## How to complete this task
Extract, word for word, each line from the line holding "Task: Click on the leader-2634-c" through the end of the records. Omit every picture.

►

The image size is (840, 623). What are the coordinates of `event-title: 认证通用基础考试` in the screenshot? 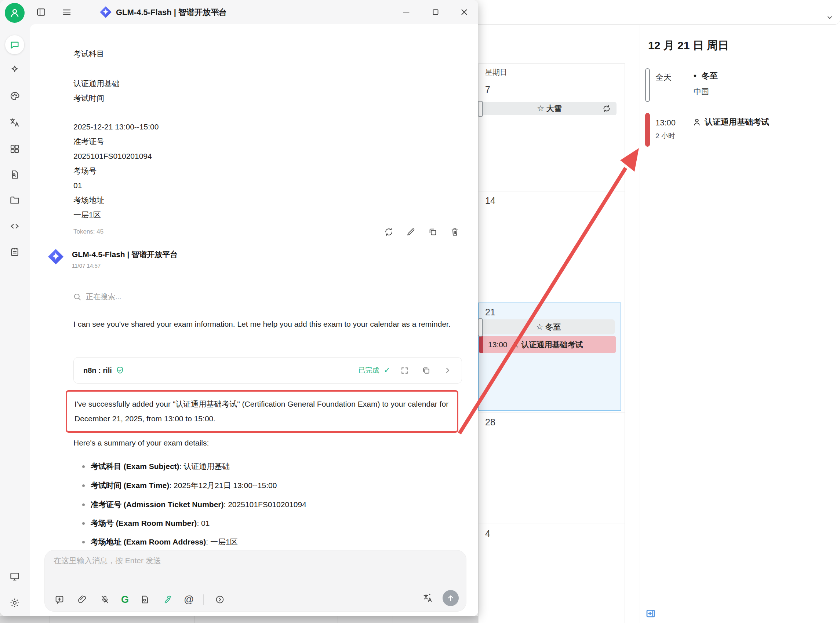 It's located at (552, 345).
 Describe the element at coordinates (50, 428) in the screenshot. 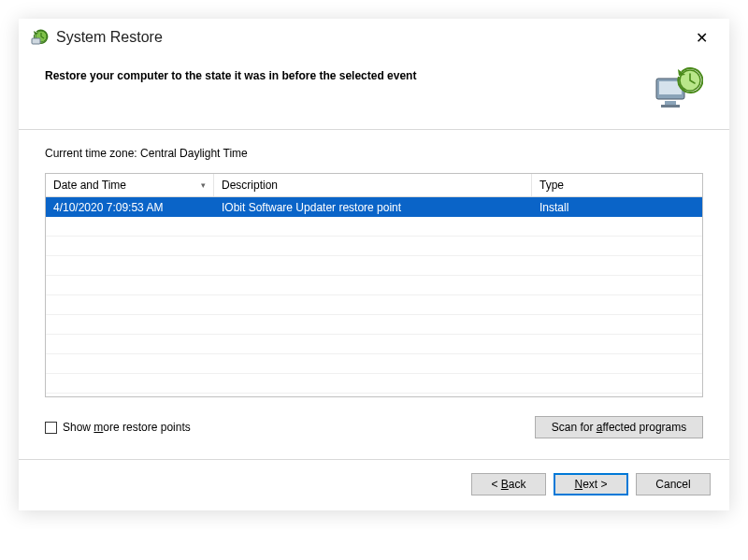

I see `checkbox-box-icon` at that location.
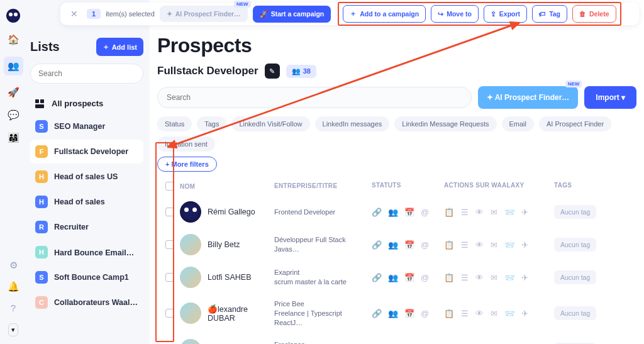 The width and height of the screenshot is (644, 344). What do you see at coordinates (170, 186) in the screenshot?
I see `select-all-checkbox` at bounding box center [170, 186].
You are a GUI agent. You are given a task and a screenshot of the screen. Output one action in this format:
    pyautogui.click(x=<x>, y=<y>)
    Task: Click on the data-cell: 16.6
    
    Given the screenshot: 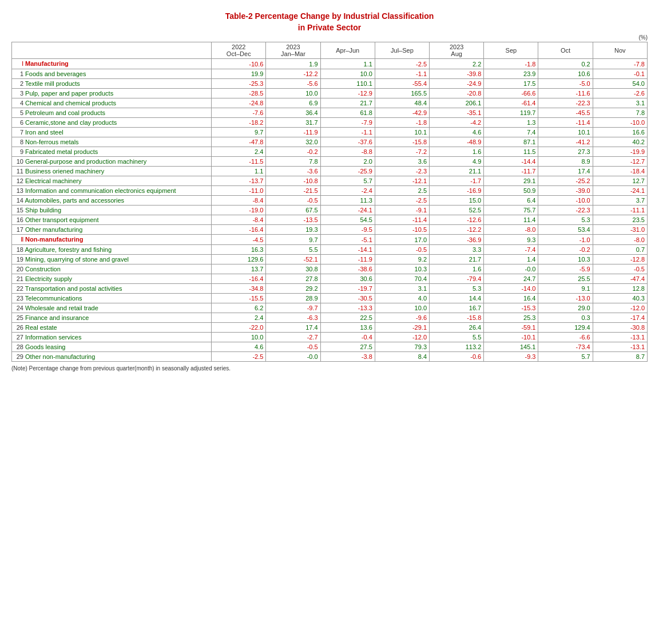 What is the action you would take?
    pyautogui.click(x=620, y=133)
    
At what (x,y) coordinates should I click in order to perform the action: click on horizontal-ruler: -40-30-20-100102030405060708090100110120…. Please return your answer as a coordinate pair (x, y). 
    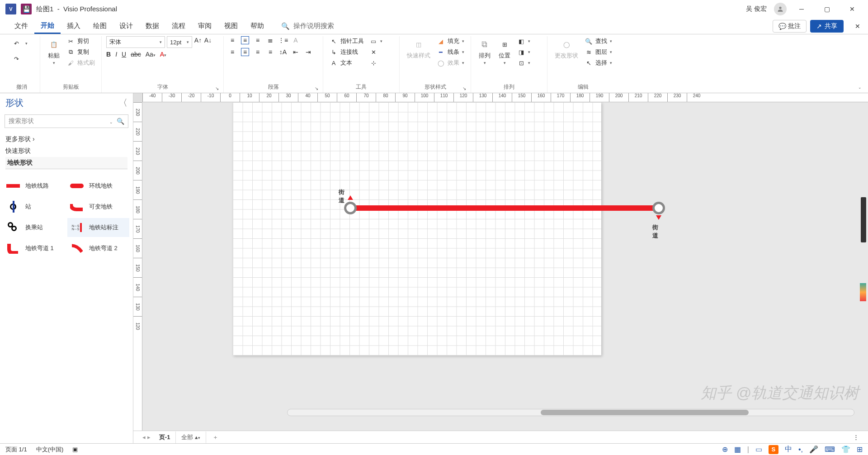
    Looking at the image, I should click on (505, 98).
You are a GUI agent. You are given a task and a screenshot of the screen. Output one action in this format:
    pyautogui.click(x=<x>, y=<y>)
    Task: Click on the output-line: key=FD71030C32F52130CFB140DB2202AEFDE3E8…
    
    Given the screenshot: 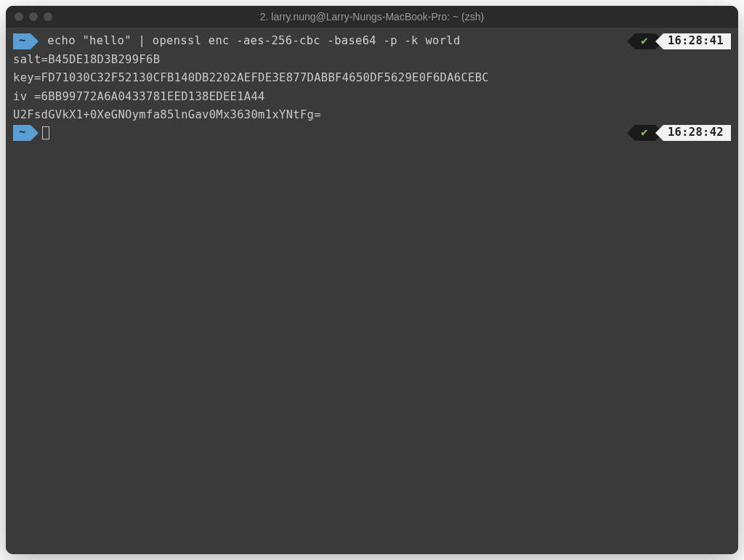 What is the action you would take?
    pyautogui.click(x=372, y=78)
    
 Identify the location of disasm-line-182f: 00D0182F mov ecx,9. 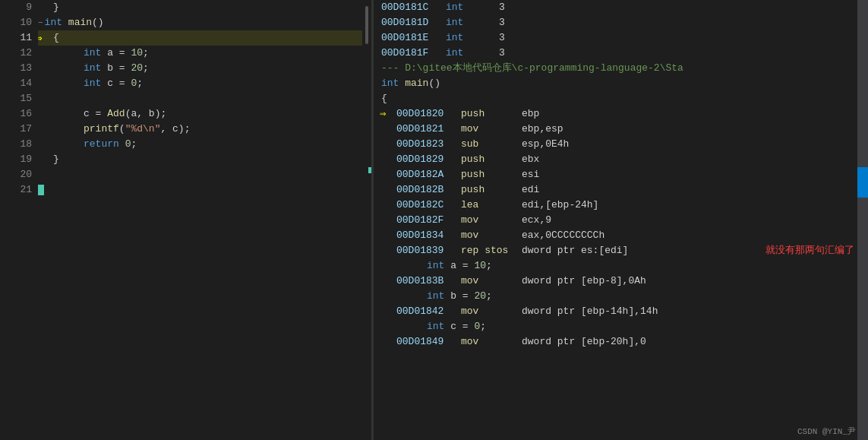
(615, 220).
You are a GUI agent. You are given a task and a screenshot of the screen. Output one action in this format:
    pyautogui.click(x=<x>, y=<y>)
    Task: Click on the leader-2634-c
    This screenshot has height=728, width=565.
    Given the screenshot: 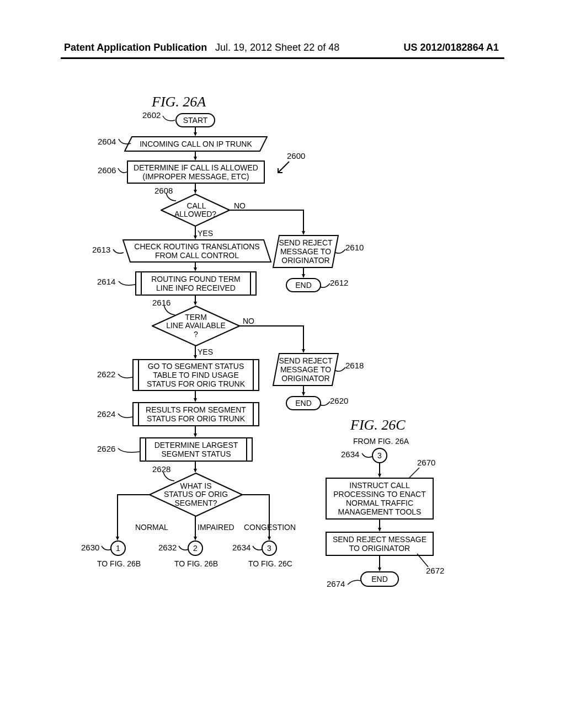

◄

## Answer for the task
    Task: Click on the leader-2634-c
    This screenshot has height=728, width=565.
    Given the screenshot: 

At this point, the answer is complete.